HDTV Forgiveness

Ever feel like daily spiritual discipline is a whole lotta work with no immediate payoff here in the 3-D world?
All this effort to retrain my mind to see the world correctly, you think, yet I’m still reacting to the crap around me in the same old ways. That’s how it feels sometimes, at least for me.
I know all this forgiveness work is hugely powerful in terms of healing my ego mind – I can feel it happening more and more all the time – but somehow divine love never seems to be my first reaction to anything.
Well, until yesterday. That’s when I got the opportunity to see just how far I’ve really come.
My husband, like many guys, is a tech geek. I, like many women, am not. He’s been lobbying for high definition TV for about a year now. Me, I harbor no desire to see the pancake makeup actors wear to cover their pores. Especially when it’s going to cost me an extra $20 a month for the privilege.
Truth be told, I’m not so in love with TV at all, anymore. It just isn’t any fun, watching cataclysmic ego stories of good and evil. But Kurt likes it, and he really wanted that HDTV. So I relented.
And then it turned out it came with hidden fees that made the total more like $32 extra per month. Kurt took it as a personal crusade, spending hours on the phone with the DirecTV people. But they wouldn’t budge.

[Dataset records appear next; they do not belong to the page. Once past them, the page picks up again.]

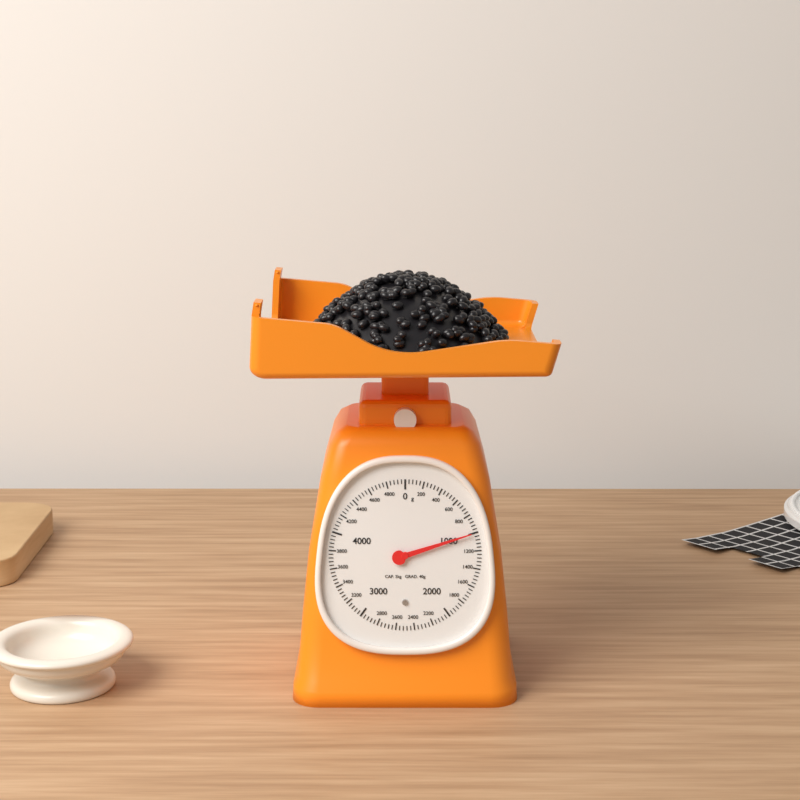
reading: 1000 g
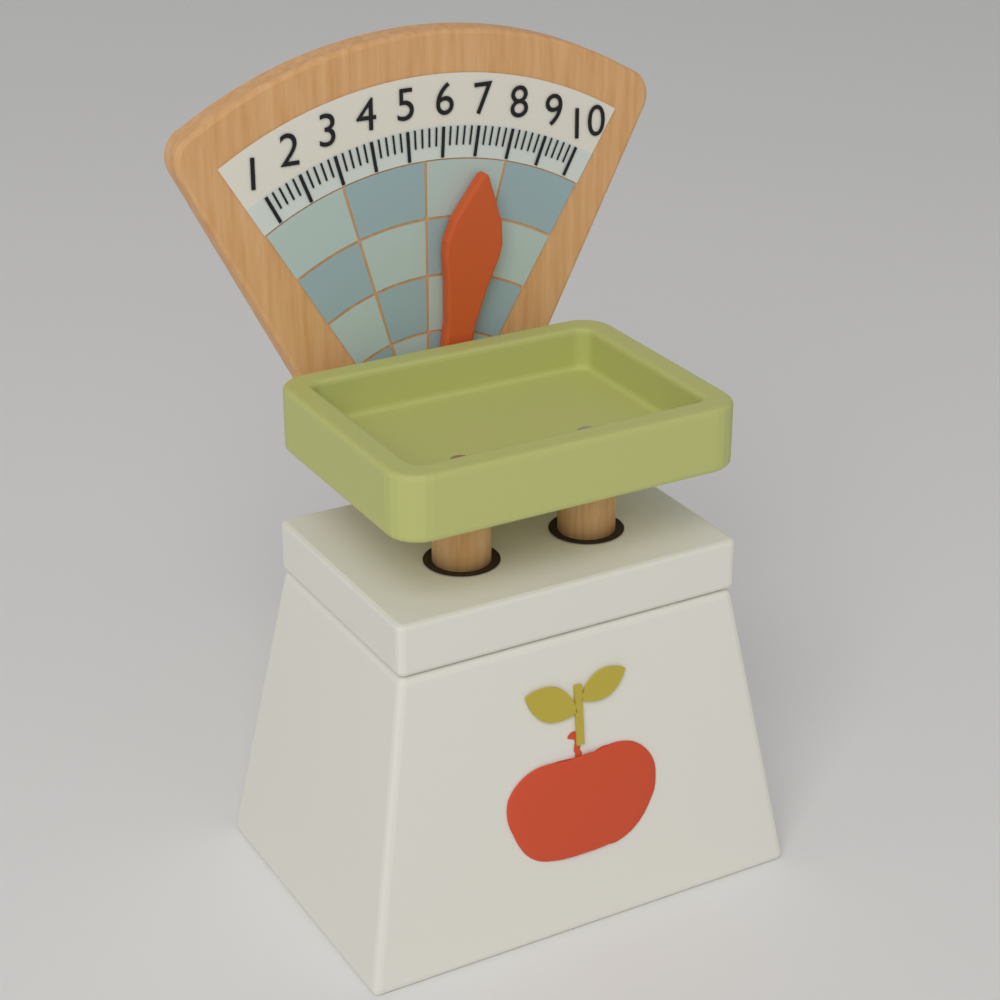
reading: 7.2 (no unit)
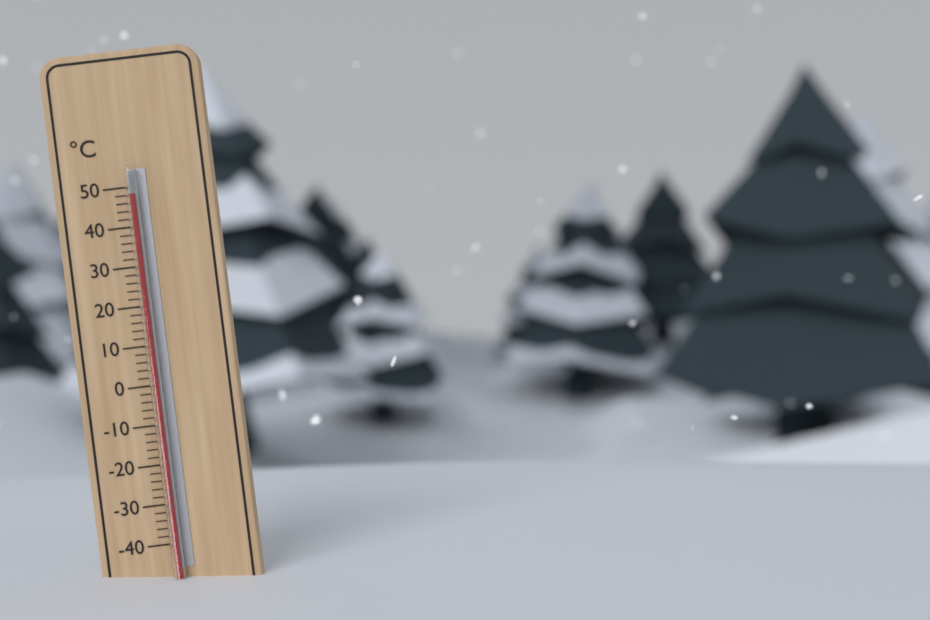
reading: 48 °C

So he removed the DirecTV satellite dish and switched to Dish Network instead. Dish Network (compared to DirecTV) comes with a user interface straight out of the Stone Age. It’s clunky, nonsensical and needlessly complex, making even the simplest functions a difficult mess. So much so that it puts me off watching TV altogether. That’s how much I hate using that remote on that interface.

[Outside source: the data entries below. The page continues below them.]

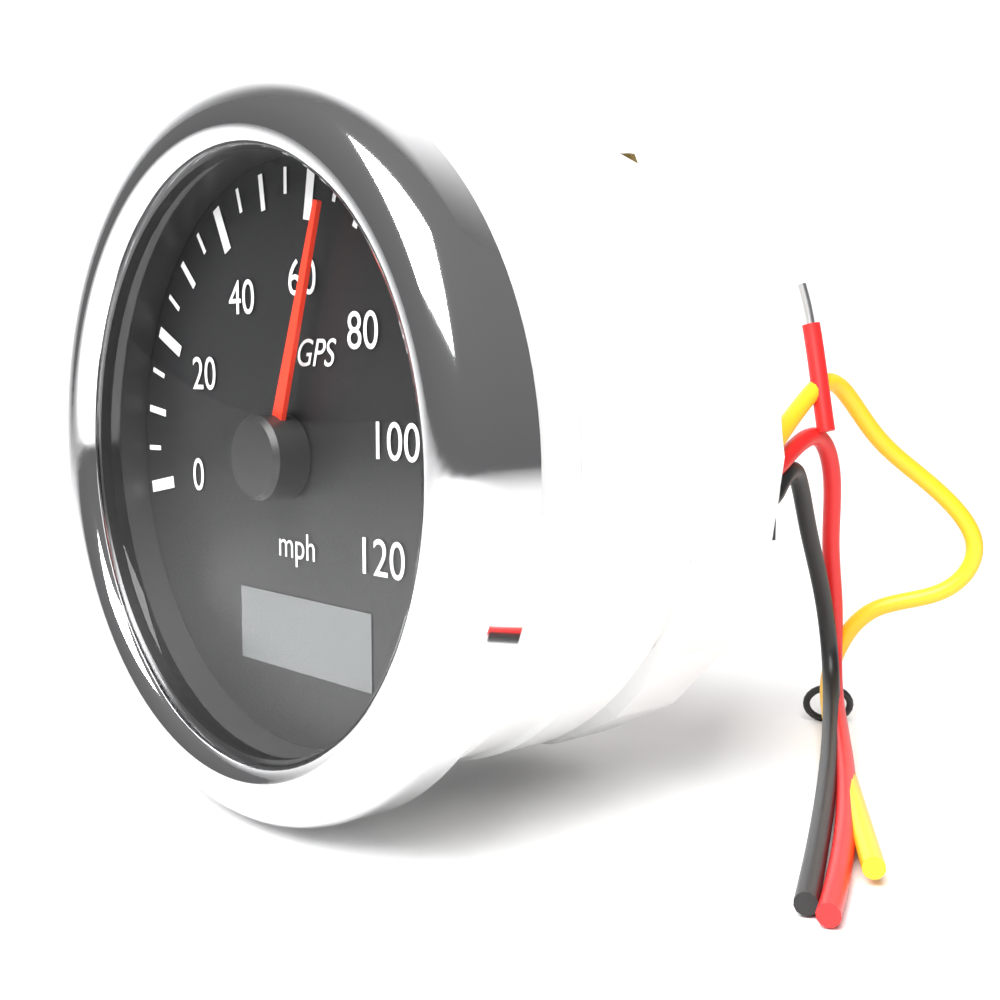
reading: 65 mph
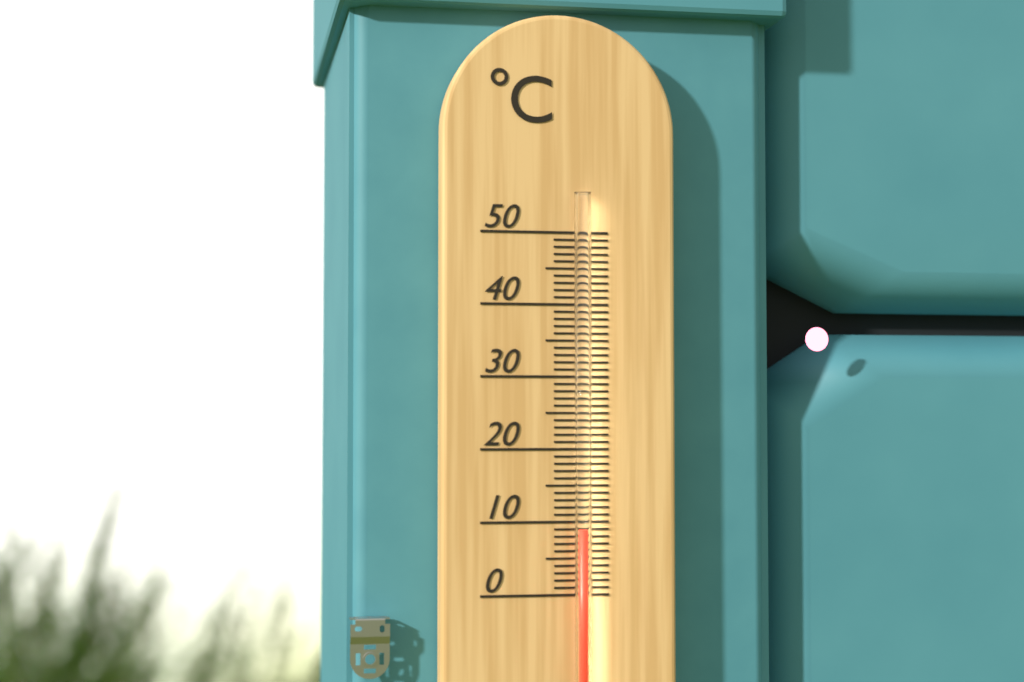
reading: 9 °C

In earlier times, I would’ve been really bummed out about that. But what the hey, I’ve been looking for a reason to watch less TV. Now I’ve found it.
Yesterday as I juggled my own hectic workday, in the background I could hear Kurt on the phone with DirecTV for what seemed like hours. He emerged afterward looking flushed and upset; I thought he might burst into tears.

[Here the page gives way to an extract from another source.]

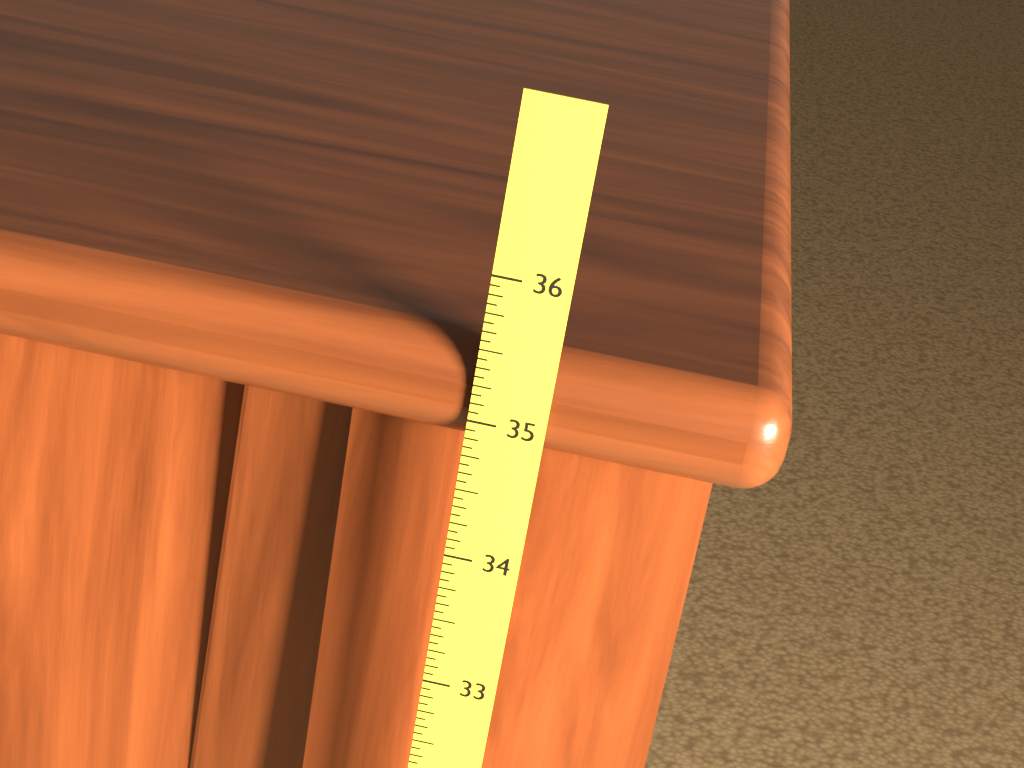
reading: 35.5000 (no unit)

“It’s really terrible,” he said, flinching a little, and I realized he had something he was afraid to tell me; he was bracing himself for my reaction. “I had to sign a brand new 24 month contract when we ordered the HDTV,” he said, “and DirecTV refuses to let us out of that contract. We owe them almost $500 in cancellation fees.”
The old me, the me I’ve been all my life, would not have taken that news calmly. I’d have let him have it with both barrels for dragging me down this HDTV road in the first place, leaving me with a new TV watching experience I absolutely hate, and $500 poorer to boot.  I’d have made a major drama out of it, remaining secretly resentful for months afterward every time the TV was switched on.
But it wasn’t the old me. I listened peacefully to his unhappy tale, observed the fear and frustration on his face, and immediately thought: It’s just money. You are the perfect light of heaven, and I have no desire to punish you. Because you’re not guilty of anything.
It wasn’t a forgiveness exercise – that was my honest-to-God first reaction. I then broadened the forgiveness to include all of Dish Network (who would charge the same cancellation fees if we bailed on them) and all of DirecTV. They’re taking our money, but they’re really just calling for love. It’s all perfect, exactly as it is.

Astonishingly, the whole mess has never interrupted my peace for even a moment. And I’d pay a hell of a lot more than $500 for that kind of joyous serenity, any day.
So I guess the moral of the story is: Keep doing those forgiveness exercises, kids. Keep retraining your mind to see the truth of Oneness in everything, because you never know when it’ll actually start sinking in.